Astellas Pharma, Eisai, Daiichi Sankyo Company, and Takeda Pharmaceutical Company will aim to promote the use of more environmentally friendly packaging for pharmaceutical products, by sharing knowledge on packaging technologies to reduce environmental burden.
Key highlights:
- Four pharma companies - Astellas Pharma, Eisai, Daiichi Sankyo Company, and Takeda Pharmaceutical Company - will collaborate to tackle the environmental burden of pharmaceutical packaging.
- The companies aim to ensure that society benefits from this collaboration to harmonise corporate activities with the global environment.
One example being blister packs made of biomass-based plastic instead of petroleum-derived plastic, compact packaging, recycled packaging materials, and recyclable packaging materials.

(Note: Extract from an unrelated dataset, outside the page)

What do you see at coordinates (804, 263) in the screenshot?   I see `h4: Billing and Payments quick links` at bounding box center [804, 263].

The four companies aim to ensure that society benefits from this collaboration to harmonise corporate activities with the global environment. In the future, they expect to expand this collaboration beyond the four companies by calling on other companies to reduce further environmental burden.

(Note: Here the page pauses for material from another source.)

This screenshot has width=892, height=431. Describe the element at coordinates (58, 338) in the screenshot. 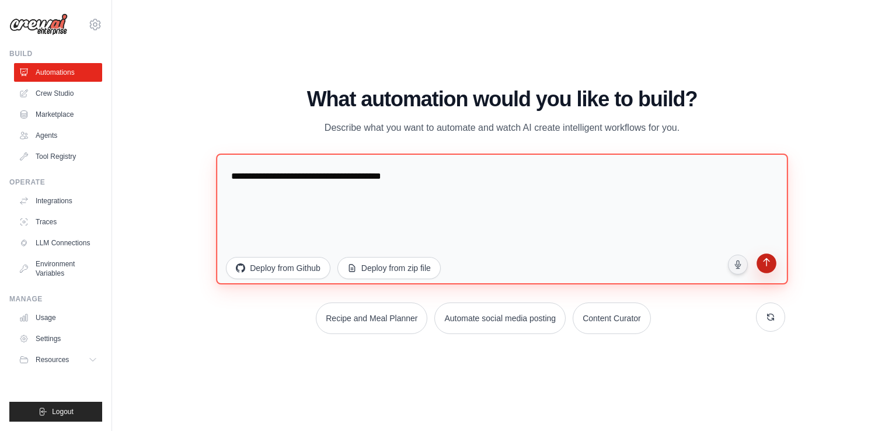

I see `a: Settings` at that location.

Astellas has set "Deepen our engagement in sustainability" as one of the strategic goals in its Corporate Strategic Plan 2021. The reduction of environmental burden is one of Astellas' priority themes within sustainability.

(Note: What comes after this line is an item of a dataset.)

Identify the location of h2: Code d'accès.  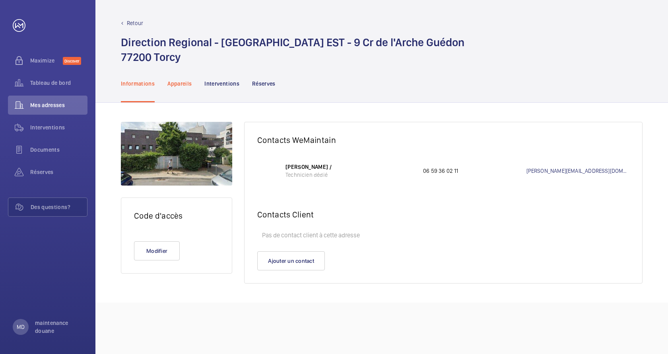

Eisai established the "Eisai Environmental Management Vision" this fiscal year, and in addition to climate change countermeasures aimed at achieving carbon neutrality by fiscal 2040, Eisai has formed a medium- to long-term plan for environmental issues including efficient use of water and recycling of resources.
As a healthcare company with the purpose to “contribute to the enrichment of quality of life around the world," Daiichi Sankyo considers global environmental conservation, which is the basis of life and livelihood, as a key management issue (materiality) and promotes environmental management.
At Takeda, "Purpose-led Sustainability" is about creating both business and societal value through its core business. Takeda continues to reduce its operational carbon footprint and are now committed to achieving net-zero GHG emissions for scopes 1 and 2 before 2035 and for scope 3 before 2040.